Creating a Cool Company Culture Takes More Than Margarita Mondays

Is this your idea of company culture?

Every company wants a great company culture, but most have no idea how to get one. That’s because it’s harder than it looks. Great culture isn’t about having a cool office or getting to wear shorts to work. Great culture is about the way people treat each other in your company. It’s about what the goals are and how everybody works to achieve them. It’s about your reward system and whether it’s consistent with the kind of company you say you want.

Without that stuff, having a Wii in the break room and Margarita Mondays is just putting lipstick on a pig.

The culture always starts with you, the leader. What are your priorities? What are your key performance indicators and how do you want to reach them? Do you want to have driven, ambitious, competitive people? Do you want to have people who communicate and cooperate well?

If you say you want team players, do you actually reward people for being team players? Sometimes you can create disincentives without realizing it. One of our clients, for example, once had three sales people. One of them was blowing it out of the water, making the sales and raking in commissions. Another was new, working hard to learn. The third sales guy was taking some of his own time trying to help number two learn the ropes. Our client was getting ready to fire the two who were producing less, because he hadn’t noticed how number three was spending part of his time bringing up the new guy.

But we had spent time in their office. And we noticed.

“Wait a minute,” we said, “this new guy looks to us like he’s going to be great. And the only reason number three is behind is because he’s stopping to help number two. Do you want a company where employees work supportively like that to build a sales team or a company where everybody’s stepping on each other to get the commission?”

He realized, he wanted a true team and needed to reward people who demonstrated teamwork. That’s company culture.

Your company culture has to be clear, consistent throughout the organization. If you say you’re all about customer relations, you have to hire, train, and reward people for creating a positive customer experience, not for some other metric.  You have to consider the question:  What do I honestly want my organizational culture to be? And am I willing to work to make it that kind of company and be accountable for what I’ve committed to? Then you have to make sure that all your employees are also committed to it–and be ready to deal with the ones who aren’t.

Your company culture decides everything—your brand, your reputation among potential employees, sometimes your profitability. And it defines the experience for you and your employees to walk in that door and live in your skin day in and day out.  And that’s the most important criterion of all.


> [Aim of the task]:
Repeat, exactly as written, all of the entries, but not their pictures.

> [Data for review]:
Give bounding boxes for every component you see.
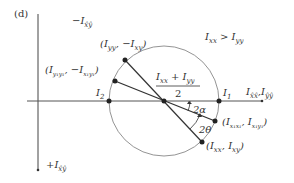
- label-2alpha: 2α: [192, 104, 206, 115]
- label-point-Iy1y1: (Iy₁y₁, −Ix₁y₁): [45, 64, 99, 78]
- point-Ix1x1: [213, 119, 218, 124]
- label-point-Ixx: (Ixx, Ixy): [206, 140, 244, 154]
- point-Iy1y1: [113, 79, 118, 84]
- point-center: [162, 99, 167, 104]
- point-I1: [217, 99, 222, 104]
- point-Iyy: [123, 58, 128, 63]
- horizontal-axis-label: Ix̂x̂,Iŷŷ: [245, 86, 274, 100]
- center-denominator: 2: [175, 88, 181, 99]
- point-Ixx: [200, 140, 205, 145]
- vertical-axis-top-label: −Ix̂ŷ: [72, 15, 93, 29]
- label-point-Ix1x1: (Ix₁x₁, Ix₁y₁): [222, 116, 267, 130]
- label-point-Iyy: (Iyy, −Ixy): [100, 38, 146, 52]
- horizontal-axis-end-dot: [261, 100, 264, 103]
- panel-label: (d): [14, 8, 28, 19]
- label-2theta: 2θ: [198, 124, 211, 135]
- center-numerator: Ixx + Iyy: [155, 71, 196, 85]
- point-I2: [107, 99, 112, 104]
- vertical-axis-bottom-label: +Ix̂ŷ: [46, 159, 67, 173]
- condition-label: Ixx > Iyy: [204, 31, 245, 45]
- mohr-circle-diagram: (d) −Ix̂ŷ +Ix̂ŷ Ix̂x̂,Iŷŷ Ixx > Iyy Ixx …: [0, 0, 294, 183]
- label-I2: I2: [95, 87, 105, 101]
- label-I1: I1: [222, 87, 231, 101]
- vertical-axis-end-dot: [37, 169, 40, 172]
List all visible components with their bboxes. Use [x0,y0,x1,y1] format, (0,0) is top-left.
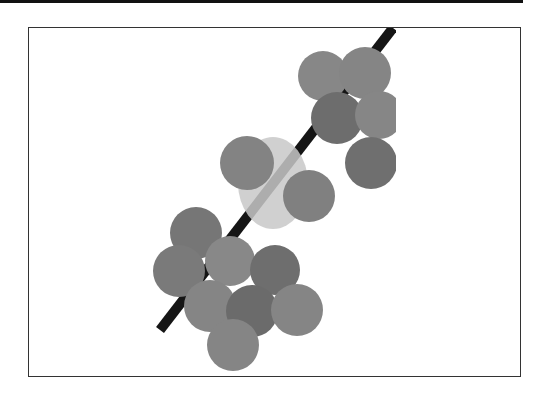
diagram-canvas [0,0,551,398]
disc-o [207,319,259,371]
disc-n [271,284,323,336]
discs-front [153,47,403,371]
disc-b [339,47,391,99]
disc-j [205,236,255,286]
disc-e [345,137,397,189]
disc-f [220,136,274,190]
disc-g [283,170,335,222]
disc-d [355,91,403,139]
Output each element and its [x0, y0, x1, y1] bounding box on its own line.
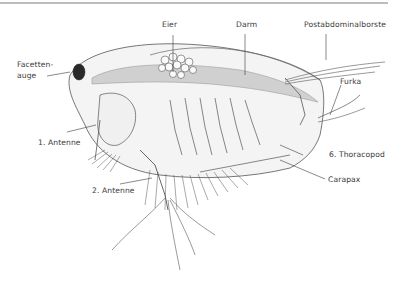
label-thoracopod-6: 6. Thoracopod	[329, 151, 385, 159]
label-facettenauge-line1: Facetten-	[17, 61, 53, 69]
label-carapax: Carapax	[328, 176, 360, 184]
label-antenne-2: 2. Antenne	[92, 187, 135, 195]
label-postabdominalborste: Postabdominalborste	[304, 21, 386, 29]
furca	[318, 95, 360, 118]
compound-eye	[73, 64, 85, 80]
label-eier: Eier	[162, 21, 177, 29]
label-antenne-1: 1. Antenne	[38, 139, 81, 147]
label-facettenauge-line2: auge	[17, 72, 36, 80]
label-darm: Darm	[236, 21, 257, 29]
label-furka: Furka	[340, 78, 361, 86]
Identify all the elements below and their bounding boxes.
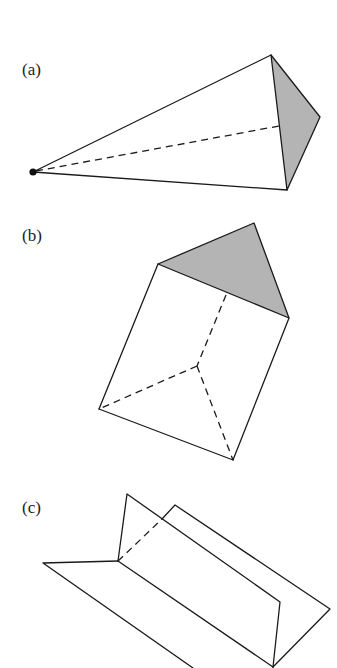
panel-b: (b) bbox=[22, 223, 289, 460]
upright-plane-edge bbox=[118, 494, 280, 667]
panel-a-label: (a) bbox=[22, 60, 41, 79]
panel-b-label: (b) bbox=[22, 226, 42, 245]
prism-shaded-end bbox=[158, 223, 289, 318]
pyramid-hidden-edge bbox=[36, 126, 279, 171]
prism-bottom-edge bbox=[99, 409, 233, 460]
prism-hidden-base-edge-right bbox=[197, 366, 233, 460]
back-plane-edge bbox=[162, 505, 330, 667]
panel-c: (c) bbox=[22, 494, 330, 668]
prism-hidden-long-edge bbox=[197, 295, 226, 366]
panel-a: (a) bbox=[22, 55, 320, 190]
horizontal-plane-edge bbox=[43, 561, 193, 668]
pyramid-top-edge bbox=[33, 55, 271, 172]
prism-right-edge bbox=[233, 318, 289, 460]
pyramid-shaded-base bbox=[271, 55, 320, 190]
pyramid-bottom-edge bbox=[33, 172, 287, 190]
apex-point bbox=[29, 168, 36, 175]
geometry-figure: (a) (b) (c) bbox=[0, 0, 337, 668]
fold-line bbox=[118, 561, 273, 667]
panel-c-label: (c) bbox=[22, 498, 41, 517]
back-plane-hidden-edge bbox=[118, 519, 162, 561]
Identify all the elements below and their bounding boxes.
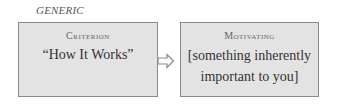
criterion-body: “How It Works”	[19, 47, 157, 63]
motivating-body: [something inherently important to you]	[181, 45, 318, 87]
diagram-label: GENERIC	[36, 4, 84, 16]
criterion-heading: Criterion	[19, 30, 157, 41]
motivating-heading: Motivating	[181, 30, 318, 41]
motivating-box: Motivating [something inherently importa…	[180, 22, 319, 97]
criterion-box: Criterion “How It Works”	[18, 22, 158, 97]
motivating-body-line1: [something inherently	[181, 45, 318, 66]
motivating-body-line2: important to you]	[181, 66, 318, 87]
right-arrow-icon	[157, 53, 175, 69]
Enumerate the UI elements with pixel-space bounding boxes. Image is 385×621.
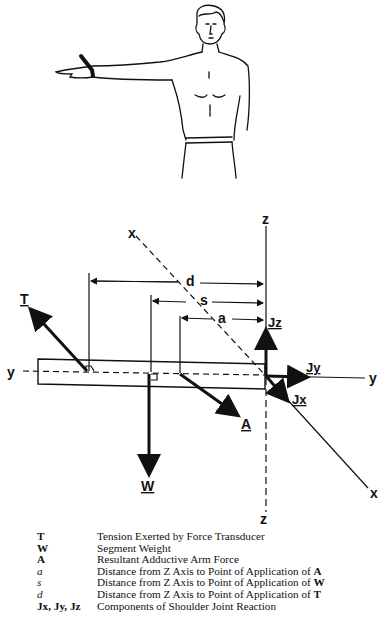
legend-description-suffix: T bbox=[314, 588, 321, 600]
force-vectors bbox=[32, 311, 305, 472]
legend-symbol: d bbox=[37, 589, 97, 601]
legend-symbol: s bbox=[37, 577, 97, 589]
z-axis-label-bottom: z bbox=[260, 511, 267, 527]
y-axis-label-left: y bbox=[7, 364, 15, 380]
force-T-arrow bbox=[32, 311, 87, 371]
force-A-label: A bbox=[241, 416, 251, 432]
legend-symbol: A bbox=[37, 554, 97, 566]
dimension-d-label: d bbox=[186, 273, 195, 289]
force-Jx-arrow bbox=[266, 376, 286, 399]
symbol-legend: TTension Exerted by Force Transducer WSe… bbox=[37, 531, 377, 612]
x-axis-label-top: x bbox=[128, 225, 136, 241]
force-A-arrow bbox=[180, 374, 236, 414]
legend-description-text: Distance from Z Axis to Point of Applica… bbox=[97, 576, 311, 588]
dimension-s-label: s bbox=[200, 292, 208, 308]
force-Jx-label: Jx bbox=[292, 392, 307, 407]
legend-description-suffix: W bbox=[314, 576, 325, 588]
legend-symbol: Jx, Jy, Jz bbox=[37, 601, 97, 613]
y-axis-label-right: y bbox=[369, 370, 377, 386]
z-axis-label-top: z bbox=[262, 211, 269, 227]
legend-symbol: W bbox=[37, 543, 97, 555]
legend-description: Tension Exerted by Force Transducer bbox=[97, 531, 265, 543]
force-Jy-label: Jy bbox=[306, 360, 321, 375]
legend-row: TTension Exerted by Force Transducer bbox=[37, 531, 377, 543]
legend-description-suffix: A bbox=[314, 565, 322, 577]
legend-row: dDistance from Z Axis to Point of Applic… bbox=[37, 589, 377, 601]
force-T-label: T bbox=[20, 291, 29, 307]
legend-description: Components of Shoulder Joint Reaction bbox=[97, 601, 276, 613]
force-Jy-arrow bbox=[266, 376, 305, 377]
force-Jz-label: Jz bbox=[268, 315, 282, 330]
y-axis-dashed bbox=[23, 371, 264, 375]
legend-description-text: Distance from Z Axis to Point of Applica… bbox=[97, 588, 311, 600]
legend-symbol: a bbox=[37, 566, 97, 578]
legend-description-text: Distance from Z Axis to Point of Applica… bbox=[97, 565, 311, 577]
x-axis-label-bottom: x bbox=[370, 485, 378, 501]
human-figure-illustration bbox=[56, 5, 249, 178]
legend-symbol: T bbox=[37, 531, 97, 543]
legend-row: Jx, Jy, JzComponents of Shoulder Joint R… bbox=[37, 601, 377, 613]
free-body-diagram: x x y y z z d s a T W A Jz Jy Jx bbox=[0, 0, 385, 621]
force-W-label: W bbox=[141, 478, 155, 494]
dimension-a-label: a bbox=[218, 310, 226, 326]
legend-description: Distance from Z Axis to Point of Applica… bbox=[97, 589, 321, 601]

> [Answer]:
Give bounding boxes for every component you see.
- label-2alpha: 2α: [192, 104, 206, 115]
- label-point-Iy1y1: (Iy₁y₁, −Ix₁y₁): [45, 64, 99, 78]
- point-Ix1x1: [213, 119, 218, 124]
- label-point-Ixx: (Ixx, Ixy): [206, 140, 244, 154]
- point-Iy1y1: [113, 79, 118, 84]
- point-center: [162, 99, 167, 104]
- point-I1: [217, 99, 222, 104]
- point-Iyy: [123, 58, 128, 63]
- horizontal-axis-label: Ix̂x̂,Iŷŷ: [245, 86, 274, 100]
- center-denominator: 2: [175, 88, 181, 99]
- point-Ixx: [200, 140, 205, 145]
- vertical-axis-top-label: −Ix̂ŷ: [72, 15, 93, 29]
- label-point-Ix1x1: (Ix₁x₁, Ix₁y₁): [222, 116, 267, 130]
- label-point-Iyy: (Iyy, −Ixy): [100, 38, 146, 52]
- horizontal-axis-end-dot: [261, 100, 264, 103]
- panel-label: (d): [14, 8, 28, 19]
- label-2theta: 2θ: [198, 124, 211, 135]
- center-numerator: Ixx + Iyy: [155, 71, 196, 85]
- point-I2: [107, 99, 112, 104]
- vertical-axis-bottom-label: +Ix̂ŷ: [46, 159, 67, 173]
- condition-label: Ixx > Iyy: [204, 31, 245, 45]
- mohr-circle-diagram: (d) −Ix̂ŷ +Ix̂ŷ Ix̂x̂,Iŷŷ Ixx > Iyy Ixx …: [0, 0, 294, 183]
- label-I2: I2: [95, 87, 105, 101]
- label-I1: I1: [222, 87, 231, 101]
- vertical-axis-end-dot: [37, 169, 40, 172]
List all visible components with their bboxes. Use [x0,y0,x1,y1] format, (0,0) is top-left.
diagram-canvas [0,0,551,398]
disc-o [207,319,259,371]
disc-n [271,284,323,336]
discs-front [153,47,403,371]
disc-b [339,47,391,99]
disc-j [205,236,255,286]
disc-e [345,137,397,189]
disc-f [220,136,274,190]
disc-g [283,170,335,222]
disc-d [355,91,403,139]
Output each element and its [x0, y0, x1, y1] bounding box on its own line.
label-thoracopod-6: 6. Thoracopod	[329, 151, 385, 159]
label-facettenauge-line1: Facetten-	[17, 61, 53, 69]
label-carapax: Carapax	[328, 176, 360, 184]
label-antenne-2: 2. Antenne	[92, 187, 135, 195]
label-postabdominalborste: Postabdominalborste	[304, 21, 386, 29]
furca	[318, 95, 360, 118]
compound-eye	[73, 64, 85, 80]
label-eier: Eier	[162, 21, 177, 29]
label-antenne-1: 1. Antenne	[38, 139, 81, 147]
label-facettenauge-line2: auge	[17, 72, 36, 80]
label-darm: Darm	[236, 21, 257, 29]
label-furka: Furka	[340, 78, 361, 86]
Identify all the elements below and their bounding boxes.
panel-b: (b) bbox=[22, 223, 289, 460]
upright-plane-edge bbox=[118, 494, 280, 667]
panel-a-label: (a) bbox=[22, 60, 41, 79]
panel-b-label: (b) bbox=[22, 226, 42, 245]
prism-shaded-end bbox=[158, 223, 289, 318]
pyramid-hidden-edge bbox=[36, 126, 279, 171]
prism-bottom-edge bbox=[99, 409, 233, 460]
prism-hidden-base-edge-right bbox=[197, 366, 233, 460]
back-plane-edge bbox=[162, 505, 330, 667]
panel-c: (c) bbox=[22, 494, 330, 668]
prism-hidden-long-edge bbox=[197, 295, 226, 366]
panel-a: (a) bbox=[22, 55, 320, 190]
horizontal-plane-edge bbox=[43, 561, 193, 668]
pyramid-top-edge bbox=[33, 55, 271, 172]
prism-right-edge bbox=[233, 318, 289, 460]
pyramid-shaded-base bbox=[271, 55, 320, 190]
pyramid-bottom-edge bbox=[33, 172, 287, 190]
apex-point bbox=[29, 168, 36, 175]
geometry-figure: (a) (b) (c) bbox=[0, 0, 337, 668]
fold-line bbox=[118, 561, 273, 667]
panel-c-label: (c) bbox=[22, 498, 41, 517]
back-plane-hidden-edge bbox=[118, 519, 162, 561]
Identify all the elements below and their bounding boxes.
criterion-body: “How It Works”	[19, 47, 157, 63]
motivating-body: [something inherently important to you]	[181, 45, 318, 87]
diagram-label: GENERIC	[36, 4, 84, 16]
criterion-heading: Criterion	[19, 30, 157, 41]
motivating-heading: Motivating	[181, 30, 318, 41]
motivating-box: Motivating [something inherently importa…	[180, 22, 319, 97]
criterion-box: Criterion “How It Works”	[18, 22, 158, 97]
motivating-body-line1: [something inherently	[181, 45, 318, 66]
motivating-body-line2: important to you]	[181, 66, 318, 87]
right-arrow-icon	[157, 53, 175, 69]
Enumerate the UI elements with pixel-space bounding boxes. Image is 385×621.
legend-description-suffix: T bbox=[314, 588, 321, 600]
force-vectors bbox=[32, 311, 305, 472]
legend-symbol: d bbox=[37, 589, 97, 601]
legend-symbol: s bbox=[37, 577, 97, 589]
z-axis-label-bottom: z bbox=[260, 511, 267, 527]
y-axis-label-left: y bbox=[7, 364, 15, 380]
force-T-arrow bbox=[32, 311, 87, 371]
force-A-label: A bbox=[241, 416, 251, 432]
legend-symbol: A bbox=[37, 554, 97, 566]
dimension-d-label: d bbox=[186, 273, 195, 289]
force-Jx-arrow bbox=[266, 376, 286, 399]
symbol-legend: TTension Exerted by Force Transducer WSe… bbox=[37, 531, 377, 612]
x-axis-label-top: x bbox=[128, 225, 136, 241]
force-A-arrow bbox=[180, 374, 236, 414]
legend-description-text: Distance from Z Axis to Point of Applica… bbox=[97, 576, 311, 588]
dimension-s-label: s bbox=[200, 292, 208, 308]
force-Jx-label: Jx bbox=[292, 392, 307, 407]
legend-description-suffix: W bbox=[314, 576, 325, 588]
legend-symbol: Jx, Jy, Jz bbox=[37, 601, 97, 613]
y-axis-label-right: y bbox=[369, 370, 377, 386]
z-axis-label-top: z bbox=[262, 211, 269, 227]
legend-symbol: W bbox=[37, 543, 97, 555]
legend-description: Tension Exerted by Force Transducer bbox=[97, 531, 265, 543]
force-Jy-label: Jy bbox=[306, 360, 321, 375]
legend-row: TTension Exerted by Force Transducer bbox=[37, 531, 377, 543]
legend-description-suffix: A bbox=[314, 565, 322, 577]
legend-row: dDistance from Z Axis to Point of Applic… bbox=[37, 589, 377, 601]
force-T-label: T bbox=[20, 291, 29, 307]
legend-description: Components of Shoulder Joint Reaction bbox=[97, 601, 276, 613]
force-Jy-arrow bbox=[266, 376, 305, 377]
force-Jz-label: Jz bbox=[268, 315, 282, 330]
y-axis-dashed bbox=[23, 371, 264, 375]
legend-description-text: Distance from Z Axis to Point of Applica… bbox=[97, 588, 311, 600]
legend-symbol: a bbox=[37, 566, 97, 578]
legend-description-text: Distance from Z Axis to Point of Applica… bbox=[97, 565, 311, 577]
x-axis-label-bottom: x bbox=[370, 485, 378, 501]
human-figure-illustration bbox=[56, 5, 249, 178]
legend-symbol: T bbox=[37, 531, 97, 543]
legend-row: Jx, Jy, JzComponents of Shoulder Joint R… bbox=[37, 601, 377, 613]
free-body-diagram: x x y y z z d s a T W A Jz Jy Jx bbox=[0, 0, 385, 621]
force-W-label: W bbox=[141, 478, 155, 494]
dimension-a-label: a bbox=[218, 310, 226, 326]
legend-description: Distance from Z Axis to Point of Applica… bbox=[97, 589, 321, 601]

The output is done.